For some New Yorkers who have been priced out of New York City’s real estate game, pooling resources with friends and siblings has become the quickest path to homeownership. And while sharing a front door can put even the best relationships to the test, some are finding it’s worth the risk.

For Laurie Savage, a writer and restaurant server, and her husband, Garette Henson, a filmmaker, both 36, the arrival of their son, Fox Henson, almost 2, sparked the idea of buying real estate with a friend. That friend was Alix Frey, 37, whom they had met when they were all students at Sarah Lawrence College.

The group recently moved into a three-story two-family townhouse in Bedford-Stuyvesant, Brooklyn. Ms. Frey, the director of the Blum & Poe gallery in Manhattan, occupies the top level while the couple have the lower level, including the basement and the backyard. The parlor level is divided between the Savage/Hensons and Ms. Frey.

For assistance in their search for a place to buy, the three, who had rented apartments in the same brownstone in Fort Greene, Brooklyn, for eight years, turned to Marina T. Schindler, a saleswoman at Compass real estate and one of Ms. Frey’s close friends.

“It’s a really good way for people to work the system,” Ms. Schindler said. “Not everybody has that money for a down payment. They realize if they team up, they get more bang for the buck.”

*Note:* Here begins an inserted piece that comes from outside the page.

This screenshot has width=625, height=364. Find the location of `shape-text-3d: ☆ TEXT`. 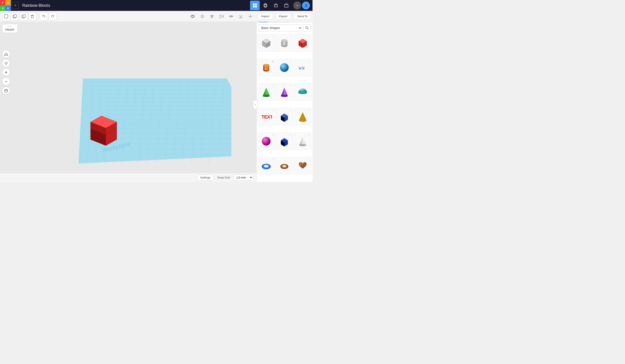

shape-text-3d: ☆ TEXT is located at coordinates (266, 116).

It’s a complicated process, she added, “because they’ve got to have an agreement between each other, they have to trust each other, but it’s a great way for young families to make a bigger, better investment.”

The friends had originally looked at properties separately, almost immediately concluding that they were priced out of Fort Greene. As they expanded their searches to Crown Heights and Bedford-Stuyvesant, the numbers still seemed shocking. “Alix was looking at a one-bedroom for $750,000. She wanted a two-bedroom for less than that,” Ms. Savage said.

“We realized we can get a better space if we buy together,” she said. “The apartments priced at what we’re each getting our units for were like tiny boxes. It was startling, the difference in the quality of what we could get. So very quickly we said we’re open to it.”